Thanks--I think? Evil or Very Mad

But anyway, from now on I'm writin like Heminway or Kerouac or Jack London.
----
(shift)

screw em.

The only person I'll write flowery to from now on is my fellow understanding mystic, JLN.
(shift)

to everyone else, its a blunt almost rude minimalist Hemingway/London sprinkled with a Kerouac that cant be bothered with punctuation

only problem is i dont have the skill for that so it will probably read like a 3rd grade kids stuff

screw em.

and to be called a big girl's blouse by a friggin englishlady no less! hey i can be a big dumb ugly male merikan like the best of em Evil or Very Mad Drunk Evil or Very Mad Drunk Evil or Very Mad im part irish too smorg, can you keep up? Evil or Very Mad Drunk Evil or Very Mad Twisted Evil
0 Replies
 
ossobuco
 
  1  
Reply Fri 20 May, 2005 12:16 am
Yeh, well, me too on the Irish.
You picked some good company, re JLN.
G'night.
0 Replies
 
extra medium
 
  1  
Reply Fri 20 May, 2005 12:19 am
Well see thats another thing we agree on. g'nite!
0 Replies
 
tcis
 
  1  
Reply Fri 20 May, 2005 12:59 am
extra medium wrote:
ossobuco wrote:
I've never thought of you quite that way..


Thanks--I think?
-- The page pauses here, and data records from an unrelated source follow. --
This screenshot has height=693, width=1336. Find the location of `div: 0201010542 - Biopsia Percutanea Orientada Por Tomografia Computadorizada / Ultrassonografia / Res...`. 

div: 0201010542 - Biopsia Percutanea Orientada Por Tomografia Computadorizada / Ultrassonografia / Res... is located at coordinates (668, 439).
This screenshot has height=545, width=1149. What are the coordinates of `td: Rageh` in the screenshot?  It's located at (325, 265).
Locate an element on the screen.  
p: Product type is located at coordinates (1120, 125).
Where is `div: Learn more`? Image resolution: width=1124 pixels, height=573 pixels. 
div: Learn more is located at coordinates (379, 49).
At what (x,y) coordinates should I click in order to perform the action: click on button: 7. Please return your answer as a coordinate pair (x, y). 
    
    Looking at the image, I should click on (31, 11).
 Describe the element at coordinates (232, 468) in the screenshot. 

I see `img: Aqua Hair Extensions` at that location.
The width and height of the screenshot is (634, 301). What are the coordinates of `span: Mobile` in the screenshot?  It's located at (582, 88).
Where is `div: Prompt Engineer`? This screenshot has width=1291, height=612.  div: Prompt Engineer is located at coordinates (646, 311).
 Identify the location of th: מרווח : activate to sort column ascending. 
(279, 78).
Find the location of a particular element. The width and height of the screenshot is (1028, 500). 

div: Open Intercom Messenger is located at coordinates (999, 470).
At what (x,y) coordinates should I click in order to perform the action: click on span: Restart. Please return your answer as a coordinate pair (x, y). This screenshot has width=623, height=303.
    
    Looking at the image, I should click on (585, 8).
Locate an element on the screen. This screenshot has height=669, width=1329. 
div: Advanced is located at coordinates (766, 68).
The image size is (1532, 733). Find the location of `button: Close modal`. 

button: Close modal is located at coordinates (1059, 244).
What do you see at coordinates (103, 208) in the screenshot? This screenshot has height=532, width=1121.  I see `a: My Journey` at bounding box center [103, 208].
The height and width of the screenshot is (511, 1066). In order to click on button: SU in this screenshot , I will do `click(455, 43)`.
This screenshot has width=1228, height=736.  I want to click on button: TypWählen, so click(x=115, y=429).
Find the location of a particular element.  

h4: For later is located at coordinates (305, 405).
Evil or Very Mad

But anyway, from now on I'm writin like Heminway or Kerouac or Jack London.
----
(shift)

screw em.

The only person I'll write flowery to from now on is my fellow understanding mystic, JLN.
(shift)

to everyone else, its a blunt almost rude minimalist Hemingway/London sprinkled with a Kerouac that cant be bothered with punctuation

only problem is i dont have the skill for that so it will probably read like a 3rd grade kids stuff

screw em.

and to be called a big girl's blouse by a friggin englishlady no less! hey i can be a big dumb ugly male merikan like the best of em Evil or Very Mad Drunk Evil or Very Mad Drunk Evil or Very Mad im part irish too smorg, can you keep up? Evil or Very Mad Drunk Evil or Very Mad Twisted Evil


EM!

Don't go into your shell dude! I for one enjoy reading your posts.

Spiritual seekers are often mistaken for Big Girls Blouses and "milquetoast" and all that. Some would throw Dalai Lama & Buddha, & Gandhi & perhaps Jesus into that box....don't worry about it. Really--think about that.

Keep the faith & keep posting yer crap--some good & sometimes hilarious stuff man!
0 Replies
 
extra medium
 
  1  
Reply Fri 20 May, 2005 01:45 am
dang tcis you got me smilin as big as yer avatar.

thanks!
0 Replies
 
spendius
 
  1  
Reply Fri 20 May, 2005 03:40 am
e.m.

The "big girl's blouse" expression was used by myself in a post to dear Lola about a month back.I was amazed that it flummoxed her.It is common here in the Yucky.It denotes a sort of rugby playing mummy's boy.Tough exterior but as soft as those loose white blouses on 46 double D cup girls underneath if you know what I mean!It wouldn't normally be used about somebody obviously effeminate.

I never heard of "milquetoast".
0 Replies
 
CalamityJane
 
  1  
Reply Fri 20 May, 2005 08:33 am
Thank you for the explanation spendius.
I never heard of it and was too tired to ask last night.